When Mother and Father had left, Anna was, at first, little more alone than she had been for the decade prior. For the first few… days? weeks? months? of their absence, a kind of mist blanketed her life, much as it now blanketed their deaths. There had been stories, but they were the same stories they had been on her past thousand visits to the royal library. Food, but after the taste had faded, each day’s meal ultimately was the same, whether cupcakes or caviar. Art, whose historical heroes were just as frozen as its lowliest peasants. Time, even, seemed just as dampened as the rest of life – when at last Anna heard of her parents’ deaths, it stunned her not so much into a new reality, but from one unreal nightmare to another.

Arrangements somehow seemed to be made without needing Anna’s perspective – advisers would say, if asked, that they did not wish to trouble the young princess, but it was truer that they did not know how the young princess would trouble themselves. In short order, the countryside was filled with funeral-clothes and darkened faces, and Anna among them. She had walked with the empty coffins through the streets of her city, haunted by the kind words of sympathy from a thousand people who had once been hers. Faces she would never know wafted consolation to her, and florid comfort sweetened the moist air as the procession left town, its rulers already having made their final farewells.

Awash in so many faces, it would have been easy to overlook the empty spaces, to accept without wonder the sense of incompleteness as Anna walked alone between the caskets. Two lives were missed there by the masses of the people, but for Anna, there were three to mourn. Her eyes glanced to the back of the procession sometimes, hopeful that this once, her sister would leave her room and show at least a tribute to the love a family was supposed to have. Did she even know? Anna had not told her, and were it not for the occasional glimpse of an extra meal, or a dirty dish, she would have little confidence that the servants even knew her sister’s existence. Was Elsa alone by choice, or had Anna left her too quickly, depriving her sister of the very knowledge of her loss?

Anna stepped uncomfortably to the side, and turned away from the sun’s light, soft as it was through the veil of clouds high above. She didn’t belong here, not alone. She should be home, she should be locked away again, just like her sister. Even when she’d been torn from the walls surrounding her, she hadn’t said a word to a living soul – the same walls that held her in showed all too clearly that she was where she belonged. Alone. Perhaps this was proper. Perhaps, after all these years, Anna would accept that the gates were closed as much for who she had become as for anyone.

But… there was still a feeling, a memory of something that was not as it should be. Before… before she had been different. She had laughed, and she had smiled, and she had loved. Hope, and joy, and careless enthusiasm had faded from her, but the memory was there. Anna liked that her more than she liked… whatever she had become.

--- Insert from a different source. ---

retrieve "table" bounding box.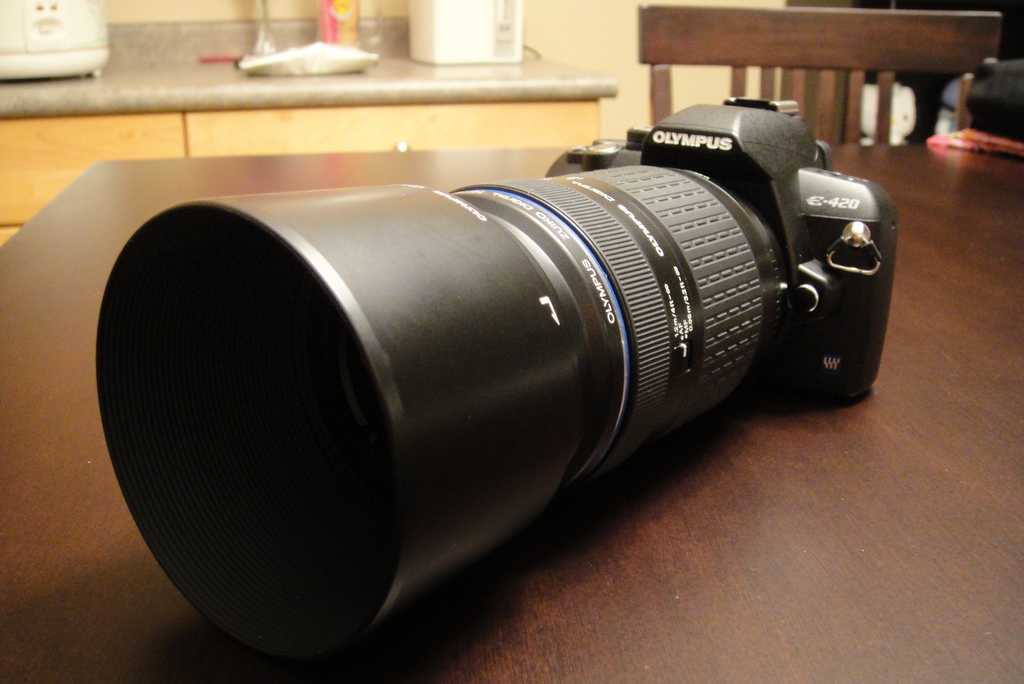
Bounding box: x1=0 y1=96 x2=1023 y2=683.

Perhaps not now, Anna resolved, for the time for mourning was still here. But soon, she would learn to change. She would reach as far as she could; she would hope when she knew hope was gone; she would dream again while standing amongst shattered dreams. Time and isolation had reduced her to nothing, but that would change. One day, Anna knew, the gates would open once more. She wouldn’t be alone. And when that came, Anna wouldn’t allow anything to stand in her way.